The Evolver can simulate the real-life phenomenon of gas diffusion between neighboring bubbles. This diffusion is driven by the pressure difference across a surface. This is invoked by the keyword DIFFUSION in the first part of the datafile, followed by the value of the diffusion constant. The amount diffused across a facet during an iteration is calculated as scale*diffusion_constant*facet_area*pressure_difference. The scale factor is included as the time step of an iteration. The amount is added to or subtracted from the prescribed volumes of the bodies on either side of the facet. The diffusion constant can be accessible at runtime through the read-write internal variable diffusion_coeff.

If you want finer control over the rate of diffusion across various surfaces, you can define the edge_diffusion edge attribute in the string model or the facet_diffusion facet attribute in the soapfilm model and give individual values for edges or facets as you desire. If the attribute is defined, then its value is used instead of the global diffusion constant.


Stability

The timestep of an iteration should not be so large as to amplify perturbations of the surface. Short wavelength perturbations are most prone to amplification. This section contains a sketch of the stability characteristics of the various mobility modes, enough to let the user relate the maximum timestep to the minimum facet or edge size. Two examples are discussed: a zigzag string and a nearly flat surface with equilateral triangulation. Effective area is not included, as it is an insignificant correction for nearly flat surfaces. The general moral of this section is that the maximum time step in iteration is limited by the length of the shortest edge or the area of the smallest facet, except in one case.

Zigzag string

Let the amplitude of the perturbation about the midline be Y and the edge length L. Then the force on a vertex is F = -4Y/L for small Y. Let the timestep (the Evolver scale factor) be \Delta t. Let V be the vertex velocity. Then the critical timestep for amplification of the perturbation is given by V\Delta t = -2Y, or \Delta t = -2Y/V.

Vertex mobility. Here V = F, so \Delta t = L/2.

Area normalization. Here the vertex star has length 2L, so V = F/L and \Delta t = L^2/2.

Approximate curvature. It turns out that the zigzag is an eigenvector of the mobility matrix M for the largest eigenvalue 3/L, so V = 3F/L and \Delta t = L^2/6. This is a major disadvantage of approximate curvature. If perturbation instability is the limitation on the timestep, it will take three times as many iterations as with area normalization to do the same evolution.

Perturbed sheet with equilateral triangulation.

Consider a plane surface triangulated with equilateral triangles of area A. The perturbation consists of a tiling of hexagonal dimples with their centers of height Y above their peripheries. The force at a central vertex turns out to be -sqrt(3)Y and the force at a peripheral vertex sqrt(3)Y/2.

Vertex mobility. The critical time step is given by
(\sqrt(3)Y + sqrt(3)Y/2)\Delta t = 2Y,
so \Delta t = 4/3*sqrt(3).
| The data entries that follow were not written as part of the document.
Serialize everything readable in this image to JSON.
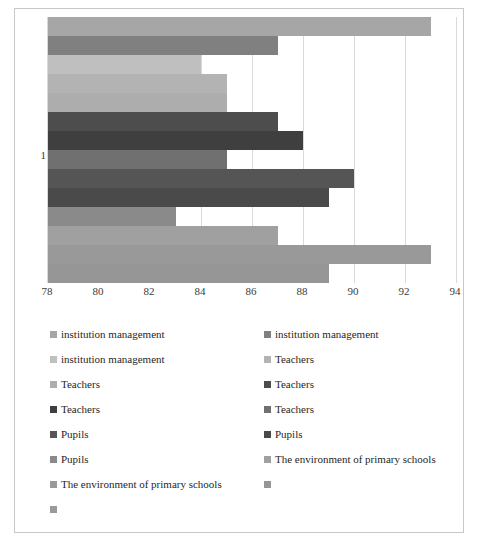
{
  "chart_data": {
    "type": "bar",
    "orientation": "horizontal",
    "title": "",
    "xlabel": "",
    "ylabel": "",
    "categories": [
      "1"
    ],
    "xlim": [
      78,
      94
    ],
    "xticks": [
      "78",
      "80",
      "82",
      "84",
      "86",
      "88",
      "90",
      "92",
      "94"
    ],
    "grid": true,
    "legend_position": "bottom",
    "legend_columns": 2,
    "series": [
      {
        "name": "institution management",
        "color": "#a6a6a6",
        "values": [
          93
        ]
      },
      {
        "name": "institution management",
        "color": "#808080",
        "values": [
          87
        ]
      },
      {
        "name": "institution management",
        "color": "#bfbfbf",
        "values": [
          84
        ]
      },
      {
        "name": "Teachers",
        "color": "#b3b3b3",
        "values": [
          85
        ]
      },
      {
        "name": "Teachers",
        "color": "#adadad",
        "values": [
          85
        ]
      },
      {
        "name": "Teachers",
        "color": "#4d4d4d",
        "values": [
          87
        ]
      },
      {
        "name": "Teachers",
        "color": "#3f3f3f",
        "values": [
          88
        ]
      },
      {
        "name": "Teachers",
        "color": "#707070",
        "values": [
          85
        ]
      },
      {
        "name": "Pupils",
        "color": "#555555",
        "values": [
          90
        ]
      },
      {
        "name": "Pupils",
        "color": "#4a4a4a",
        "values": [
          89
        ]
      },
      {
        "name": "Pupils",
        "color": "#8a8a8a",
        "values": [
          83
        ]
      },
      {
        "name": "The environment of primary schools",
        "color": "#a0a0a0",
        "values": [
          87
        ]
      },
      {
        "name": "The environment of primary schools",
        "color": "#999999",
        "values": [
          93
        ]
      },
      {
        "name": "",
        "color": "#969696",
        "values": [
          89
        ]
      }
    ]
  },
  "legend": {
    "entries": [
      {
        "label": "institution management",
        "color": "#a6a6a6"
      },
      {
        "label": "institution management",
        "color": "#808080"
      },
      {
        "label": "institution management",
        "color": "#bfbfbf"
      },
      {
        "label": "Teachers",
        "color": "#b3b3b3"
      },
      {
        "label": "Teachers",
        "color": "#adadad"
      },
      {
        "label": "Teachers",
        "color": "#4d4d4d"
      },
      {
        "label": "Teachers",
        "color": "#3f3f3f"
      },
      {
        "label": "Teachers",
        "color": "#707070"
      },
      {
        "label": "Pupils",
        "color": "#555555"
      },
      {
        "label": "Pupils",
        "color": "#4a4a4a"
      },
      {
        "label": "Pupils",
        "color": "#8a8a8a"
      },
      {
        "label": "The environment of primary schools",
        "color": "#a0a0a0"
      },
      {
        "label": "The environment of primary schools",
        "color": "#999999"
      },
      {
        "label": "",
        "color": "#969696"
      },
      {
        "label": "",
        "color": "#9a9a9a"
      }
    ]
  }
}
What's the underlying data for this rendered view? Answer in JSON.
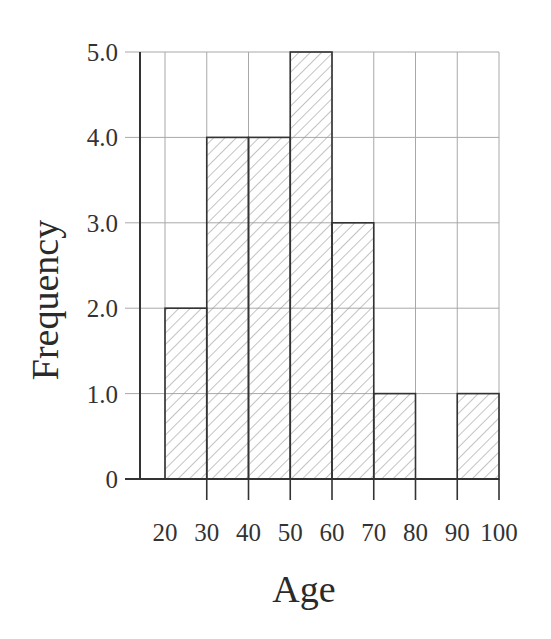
{
  "chart_data": {
    "type": "bar",
    "subtype": "histogram",
    "title": "",
    "xlabel": "Age",
    "ylabel": "Frequency",
    "bins": [
      {
        "from": 20,
        "to": 30,
        "value": 2
      },
      {
        "from": 30,
        "to": 40,
        "value": 4
      },
      {
        "from": 40,
        "to": 50,
        "value": 4
      },
      {
        "from": 50,
        "to": 60,
        "value": 5
      },
      {
        "from": 60,
        "to": 70,
        "value": 3
      },
      {
        "from": 70,
        "to": 80,
        "value": 1
      },
      {
        "from": 80,
        "to": 90,
        "value": 0
      },
      {
        "from": 90,
        "to": 100,
        "value": 1
      }
    ],
    "categories": [
      "20-30",
      "30-40",
      "40-50",
      "50-60",
      "60-70",
      "70-80",
      "80-90",
      "90-100"
    ],
    "values": [
      2,
      4,
      4,
      5,
      3,
      1,
      0,
      1
    ],
    "x_ticks": [
      "20",
      "30",
      "40",
      "50",
      "60",
      "70",
      "80",
      "90",
      "100"
    ],
    "y_ticks": [
      "0",
      "1.0",
      "2.0",
      "3.0",
      "4.0",
      "5.0"
    ],
    "xlim": [
      20,
      100
    ],
    "ylim": [
      0,
      5
    ],
    "grid": true,
    "legend": null,
    "bar_fill": "diagonal hatch",
    "colors": {
      "bar_edge": "#333333",
      "hatch": "#9a9a9a",
      "grid": "#a8a8a8",
      "axis": "#333333"
    }
  }
}
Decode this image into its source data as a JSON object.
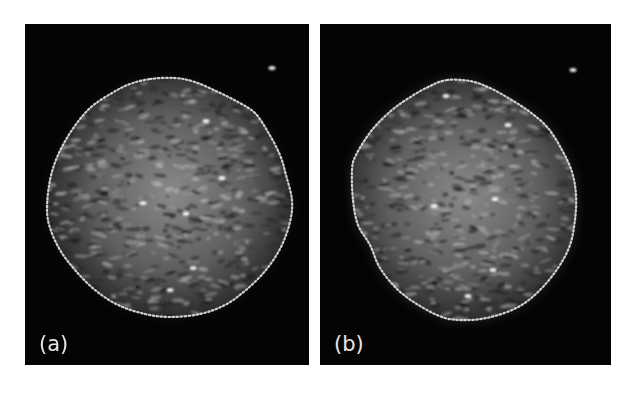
{
  "figure": {
    "background": "#ffffff",
    "panels": [
      {
        "id": "a",
        "label": "(a)",
        "description": "Speckled grayscale circular region on black background with dotted contour outline",
        "background_color": "#040404",
        "contour_color": "#d8d8d8",
        "bright_spots": [
          [
            206,
            121
          ],
          [
            143,
            203
          ],
          [
            193,
            268
          ],
          [
            170,
            290
          ],
          [
            272,
            68
          ],
          [
            186,
            214
          ],
          [
            222,
            178
          ]
        ],
        "contour": [
          [
            150,
            79
          ],
          [
            175,
            78
          ],
          [
            195,
            82
          ],
          [
            218,
            92
          ],
          [
            238,
            102
          ],
          [
            255,
            113
          ],
          [
            268,
            132
          ],
          [
            280,
            155
          ],
          [
            286,
            175
          ],
          [
            292,
            200
          ],
          [
            290,
            222
          ],
          [
            281,
            247
          ],
          [
            266,
            270
          ],
          [
            246,
            290
          ],
          [
            225,
            305
          ],
          [
            200,
            314
          ],
          [
            170,
            317
          ],
          [
            145,
            314
          ],
          [
            118,
            305
          ],
          [
            95,
            290
          ],
          [
            75,
            270
          ],
          [
            60,
            250
          ],
          [
            50,
            228
          ],
          [
            47,
            208
          ],
          [
            50,
            180
          ],
          [
            58,
            155
          ],
          [
            72,
            130
          ],
          [
            90,
            108
          ],
          [
            112,
            93
          ],
          [
            130,
            84
          ]
        ]
      },
      {
        "id": "b",
        "label": "(b)",
        "description": "Speckled grayscale circular region on black background with dotted contour outline and diffuse edge halo",
        "background_color": "#040404",
        "contour_color": "#d8d8d8",
        "bright_spots": [
          [
            434,
            206
          ],
          [
            508,
            125
          ],
          [
            446,
            96
          ],
          [
            493,
            270
          ],
          [
            468,
            296
          ],
          [
            573,
            70
          ],
          [
            495,
            199
          ]
        ],
        "contour": [
          [
            447,
            80
          ],
          [
            470,
            81
          ],
          [
            490,
            88
          ],
          [
            510,
            99
          ],
          [
            530,
            112
          ],
          [
            548,
            128
          ],
          [
            562,
            150
          ],
          [
            572,
            172
          ],
          [
            576,
            195
          ],
          [
            575,
            220
          ],
          [
            570,
            245
          ],
          [
            558,
            268
          ],
          [
            540,
            290
          ],
          [
            520,
            306
          ],
          [
            495,
            316
          ],
          [
            470,
            320
          ],
          [
            445,
            318
          ],
          [
            420,
            306
          ],
          [
            398,
            290
          ],
          [
            380,
            268
          ],
          [
            370,
            245
          ],
          [
            358,
            225
          ],
          [
            353,
            200
          ],
          [
            352,
            170
          ],
          [
            356,
            155
          ],
          [
            372,
            130
          ],
          [
            392,
            110
          ],
          [
            412,
            96
          ],
          [
            430,
            86
          ]
        ]
      }
    ]
  }
}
Note that this is independent of the triangle size. This is consistent with experience in evolving with optimizing scale factor, where the optimum time step is in the range 0.2 - 0.3 indenpendent of triangle size. This is a definite advantage of this version of mobility, since different parts of the surface can have different size triangulations and one size time step can work for all.

Area normalization. The star area of each vertex is 6A, so the velocities become -sqrt(3)Y/2A and sqrt(3)Y/4A, and the critical time step \Delta t = 4/6*sqrt(3)A. Hence on a surface with varying size triangles, the timestep is limited by the area of the smallest triangles.

Approximate area. This force turns out to be an eigenvector of the mobility matrix with eigenvalue 2/A. Hence the velocity is four times that of the area normalization, and the critical time step four times shorter.